October 2007, Featured Articles
Why Reading?
An intellectual and creative breeding ground
If you’re watching TV while flipping through this article, it could mean you are greatly influenced by moving images and audio-visual information but are not ready to abandon reading. Read on…
Recently a colleague shared the following story. He was confronted by a student in his English class after arguing in favor of the usefulness of reading. The student stood up confidently and said, “Sir, why do I need to read? I get all my information on TV. It’s like a novel only with moving pictures.” His frustration at having to continually justify reading to a generation of students who see movies, television and radio as their source of learning and general knowledge was evident. His students seem to believe that books or novels don’t bring value to their lives and are too slow a medium in these fast times. Having recently looked at the “Future of Reading” in articles recently published in The Middle East Educator, I have already argued that the time has come to expand our vision of readers and texts beyond the romantic views of reading of bygone generations. (I’m not even sure that nostalgic view of reader really existed. One problem with nostalgia is that it is often accompanied with amnesia!)
But even in a new vision of what it means to be a reader, young people still ask why should I read? I am not sure making academic arguments in favor of reading will convince students who already think that television is providing them with all the information they need. Some of the arguments of the past are falling by the wayside as technology rapidly changes. We use to be able to say that reading helps us cope with leisure time. It was hard to take a television show to the beach or on a train ride, but that now has become possible. We use to argue that books had the advantage when it came to control. Television programming use to be limited and available only on someone else’s schedule, but now programming seems endless and always available. So why read? Let’s try a few reasons that are still true today even with all the technological advances.
You’ll improve your language
Believe it or not people have studied the language used in printed texts vs. television shows vs. adult conversation. When one closely examines the syntactical complexity and the sophisticated nature of the words used in printed texts, almost all types of printed materials exceed the language quality used in television shows and adult conversation. Even children’s books, comic books, magazines and newspapers offer better language models than a steady diet of television programs. The best models of language are in printed texts. Research shows that the amount of time one spends reading is actually one of the major differences in vocabulary development in individuals. Reading actually provides more encounters with language subtleties that are crucial to fully understand the information being presented in other media. In the end, the volume of your reading correlates strongly with not only your vocabulary, but your general knowledge, spelling skills and verbal fluency.

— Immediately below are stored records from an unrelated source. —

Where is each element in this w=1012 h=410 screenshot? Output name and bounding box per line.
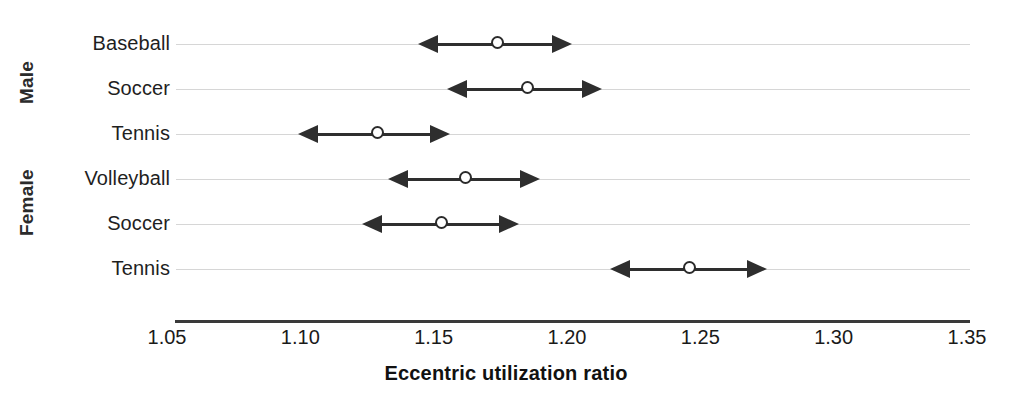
x-axis-line: [175, 320, 970, 323]
x-tick-label: 1.05: [148, 326, 187, 349]
x-tick-label: 1.30: [814, 326, 853, 349]
chart-figure: Male Female Baseball Soccer Tennis Volle…: [0, 0, 1012, 410]
x-tick-label: 1.35: [948, 326, 987, 349]
data-point-marker: [459, 171, 472, 184]
interval-arrow-right: [430, 125, 450, 143]
x-tick-label: 1.25: [681, 326, 720, 349]
gridline: [176, 134, 970, 135]
gridline: [176, 269, 970, 270]
interval-arrow-right: [499, 215, 519, 233]
interval-arrow-left: [447, 80, 467, 98]
interval-arrow-left: [418, 35, 438, 53]
interval-arrow-right: [520, 170, 540, 188]
interval-arrow-right: [582, 80, 602, 98]
interval-arrow-right: [747, 260, 767, 278]
gridline: [176, 44, 970, 45]
interval-arrow-left: [388, 170, 408, 188]
interval-arrow-left: [298, 125, 318, 143]
x-axis-title: Eccentric utilization ratio: [0, 362, 1012, 385]
interval-arrow-left: [362, 215, 382, 233]
data-point-marker: [521, 81, 534, 94]
gridline: [176, 224, 970, 225]
gridline: [176, 179, 970, 180]
data-point-marker: [435, 216, 448, 229]
x-tick-label: 1.15: [414, 326, 453, 349]
data-point-marker: [371, 126, 384, 139]
interval-arrow-left: [610, 260, 630, 278]
x-tick-label: 1.10: [281, 326, 320, 349]
data-point-marker: [683, 261, 696, 274]
interval-arrow-right: [552, 35, 572, 53]
data-point-marker: [491, 36, 504, 49]
x-tick-label: 1.20: [548, 326, 587, 349]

Don’t let your image making faculty atrophy
The problem with television can be the very advantage this student is touting – the moving pictures. The ability to make one’s own visual images is critical for many creative processes. In a visually-oriented society, however, many individuals over- ly rely on others to make images for them. Think about it. Harry Potter will always look like Daniel Radcliffe. Instead of creating your own visual images to go with a favorite song, your images are supplied by the music video you watched. For some individuals, this lack of mental exercise has caused their image making faculty to get lazy. On the other hand, reading texts without pictures forces the brain to activate its image-making faculty. This helps individuals get stronger at bringing their visual images to text without pictures improving their understandings of those texts. This may also help individuals grow in their abilities to create visually interesting writing, bring visual interpretation to texts being performed or visualize products to be created through the fine arts.
You may get smarter
If reading improves your verbal skills and your visualization strategies, then it shouldn’t be too surprising to conclude that it could also make you smarter. A friend of mine was a college counselor at private girls school. She wished she could tell every parent who came in distraught over their daughter’s low college entrance scores that it was too bad they couldn’t turn back the clock and encourage their child to read voraciously throughout her life. She knew intuitively what researchers Cunningham & Stanovich observed in their analysis of the correlations between reading volume and new knowledge. When they looked at individual differences in knowledge acquisition in college students (after controlling for measures of general ability), differences in reading volume accounted for over one-third of the variance. Differences in exposure to television contributed to none of the variation. On the other hand, when probing the acquisition of misinformation in these same students, students with the highest exposure to television and the lowest volume of reading were more likely to have inaccurate information than those with high reading volume and low television exposure.
The researchers concluded that mass viewing of primetime television was often negatively correlated with knowledge acquisition.
Why not do both?
The amazing thing is that very few of us have to choose between getting all of our information from watching television or from reading books. It doesn’t have to be a choice -- one or the other. Both sources can be tapped for information. You’re fooling yourself if you think you are getting all the information you need from television.
Different texts whether visual or print-based contained different content and concepts presented in different formats organized in different ways. In other words, people get different things out of different texts.
The person that both watches and reads different texts will probably have more information than the person that only reads or especially only watches a show. Let’s face it…you may want to be able to do both. You can’t watch the final book in the Harry Potter series…yet. And even if you could, sometimes the book is just better!